You may notice that nature does not allow one single type of plant (i.e. grass) to exist in solidarity. And while the status symbol of a monoculture lawn has become the accepted way of doing things it is actually a dangerously demanding case of chemical overuse, gasoline-in-lawnmower, time absorbing ecology in which only one single perennial exhausts the soil of its nutrients. Okay, I am now off the soapbox...
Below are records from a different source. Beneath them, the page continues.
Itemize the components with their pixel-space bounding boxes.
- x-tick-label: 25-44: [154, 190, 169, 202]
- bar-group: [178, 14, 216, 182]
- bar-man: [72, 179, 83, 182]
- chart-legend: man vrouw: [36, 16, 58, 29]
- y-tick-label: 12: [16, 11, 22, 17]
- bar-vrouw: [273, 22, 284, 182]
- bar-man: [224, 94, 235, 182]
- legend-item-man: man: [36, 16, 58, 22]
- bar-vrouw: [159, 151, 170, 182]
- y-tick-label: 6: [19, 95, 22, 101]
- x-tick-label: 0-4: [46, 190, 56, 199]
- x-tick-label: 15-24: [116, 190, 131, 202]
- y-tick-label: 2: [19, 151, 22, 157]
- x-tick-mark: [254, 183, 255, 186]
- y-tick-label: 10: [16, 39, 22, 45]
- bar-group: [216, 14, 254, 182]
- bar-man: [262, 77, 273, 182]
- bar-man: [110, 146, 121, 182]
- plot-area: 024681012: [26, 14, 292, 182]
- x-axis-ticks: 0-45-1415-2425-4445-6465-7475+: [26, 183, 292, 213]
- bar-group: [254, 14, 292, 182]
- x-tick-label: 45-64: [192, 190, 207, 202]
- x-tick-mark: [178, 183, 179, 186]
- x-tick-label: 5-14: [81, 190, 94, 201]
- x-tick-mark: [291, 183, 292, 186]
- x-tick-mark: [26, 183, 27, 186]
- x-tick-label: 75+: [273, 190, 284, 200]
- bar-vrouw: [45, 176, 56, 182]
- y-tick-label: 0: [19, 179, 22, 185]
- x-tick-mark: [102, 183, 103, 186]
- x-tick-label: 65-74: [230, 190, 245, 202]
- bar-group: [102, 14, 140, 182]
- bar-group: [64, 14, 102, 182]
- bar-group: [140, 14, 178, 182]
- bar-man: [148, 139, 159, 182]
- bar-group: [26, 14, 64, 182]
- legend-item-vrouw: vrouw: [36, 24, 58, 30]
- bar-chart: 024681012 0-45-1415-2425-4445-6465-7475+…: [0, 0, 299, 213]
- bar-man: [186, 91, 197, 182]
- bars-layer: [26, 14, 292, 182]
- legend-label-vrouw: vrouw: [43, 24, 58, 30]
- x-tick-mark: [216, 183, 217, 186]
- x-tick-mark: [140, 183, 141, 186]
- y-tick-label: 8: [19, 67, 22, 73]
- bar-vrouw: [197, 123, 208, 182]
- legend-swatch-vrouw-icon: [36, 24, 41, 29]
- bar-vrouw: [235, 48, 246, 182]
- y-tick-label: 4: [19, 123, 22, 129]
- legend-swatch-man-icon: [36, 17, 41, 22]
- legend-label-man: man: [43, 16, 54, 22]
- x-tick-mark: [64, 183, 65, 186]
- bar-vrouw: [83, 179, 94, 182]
I love how Dan Eskelson explains it on his site "Less Lawn" : "Unless you need your lawn for tuning up your golf game, replace at least part of it with native plants." http://www.lesslawn.com/articles/article1017.html
Trendle Ellwood asks "Why must a yard be monochromatic? Why should everything that naturally comes up be wiped out and replaced with just one kind of grass? Who made up these rules?" http://www.homestead.org/TrendleEllwood/Naturalized/NaturalizedLawn.htm
So, moi, with my nonconventional thoughts and odd ways that likely drive others (mainly my husband I'm sure) to drink, or atleast shake their head and momentarily ask "why, why, WHY?". Moi and my time alone with my frontal space. Skulking amongst the periwinkle and flowering dogwood tree and sumac, yanking weeds and generally content.
It doesn't take much to make me happy. Follow the dirt-encrusted frolic with a solid glass of gamay noir zweigelt and life is just peachy. Thank you, Lord, for today's blessings.